Access to world resources is also a vital part of managing China's market transition. Energy supplies are the best-known problem, along with needs for technologies and management methods, information and technical skills. Opening itself to foreign investment on a scale not seen elsewhere in Asia has helped meet many of these needs. Buying foreign companies has helped too. But at this point, with China getting bigger, the country's transactions begin to impinge on privileged access to resources heretofore enjoyed by already industrialized countries.
If the United States reflexively blocks these transactions, it will damage China's trust in its ability to rely on even-handed global market rules for solving its domestic problems. A good example is grain. China's farmers need to increase incomes by diversifying away from grain. They don't make any money growing grain -- the single most important food in China. If China felt safe relying on grain imports for its food needs, farmers could convert their land to more lucrative crops and products, like vegetables, oilseeds, fruits, meat, milk and fish. And America could sell a lot more grain to China. But China doesn't feel safe. China's leaders worry about a supply cut-off or blockade. And so, the emergence of a rural middle class in China is delayed, and U.S. farm interests are hurt.

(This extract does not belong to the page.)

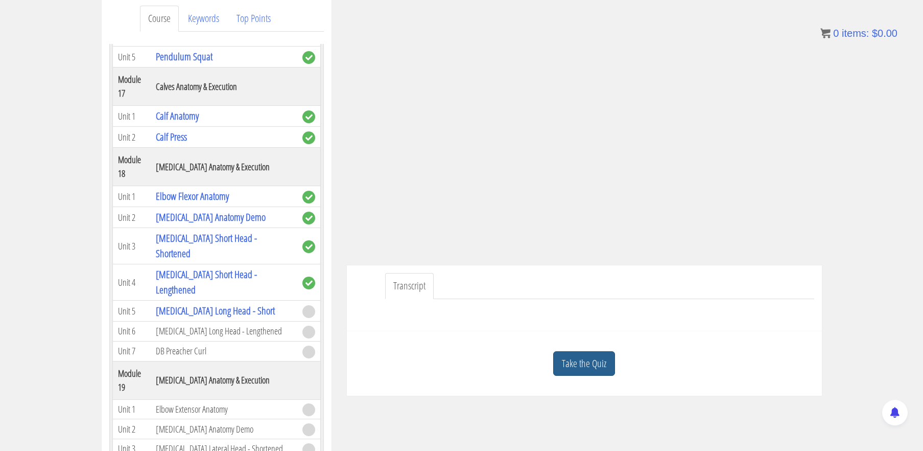 The width and height of the screenshot is (923, 451). I want to click on a: Transcript, so click(409, 286).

Instead of appreciating the challenges China faces, Americans naturally concentrate on what plays well in the domestic political arena. China's currency is a good example. U.S. politicians, sensitive to manufacturing job losses in the last recession, blame China. Never mind that last year China's overall trade surplus (with partners worldwide) was only 8 percent of the U.S. trade deficit, compared to 26 percent for the euro currency zone's surplus, 21 percent for Japan and 19 percent for the rest of Asia excluding Japan and China. The sister countries of Singapore and Malaysia together had a larger overall trade surplus than China last year. No one claims they are causing "global imbalances." But China is fair game.

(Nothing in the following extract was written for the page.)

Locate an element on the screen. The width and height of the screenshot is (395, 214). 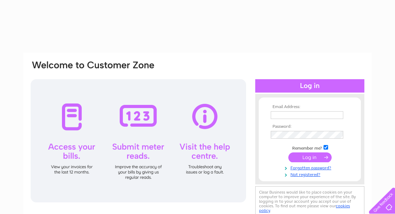
th: Email Address: is located at coordinates (310, 107).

The result is an image of China's sources of foreign reserves that distorts thinking when China comes to bid for U.S. companies like Unocal. The real source of the large U.S. trade deficit is those surpluses in Euro-zone countries and Japan. But these countries are friends and allies; China is not. And so a recent congressional hearing on China's Unocal bid could unblushingly entertain anti-China rhetoric that is out of touch with the reality of China and U.S.-China relations. One member even wondered whether the Unocal purchase could be the first step leading to China's military occupation of major Middle East oil fields and hence control of world oil prices. It is this kind of rhetoric, not China's desire to acquire a U.S. company, that endangers American national security.
The best U.S. response to China's global emergence is to welcome it on the basis of shared commercial rules and procedures. At the same time, America itself needs to accelerate its own domestic restructuring if it is to raise the productivity and incomes of its own labor force in response to the opportunities and challenges that China presents.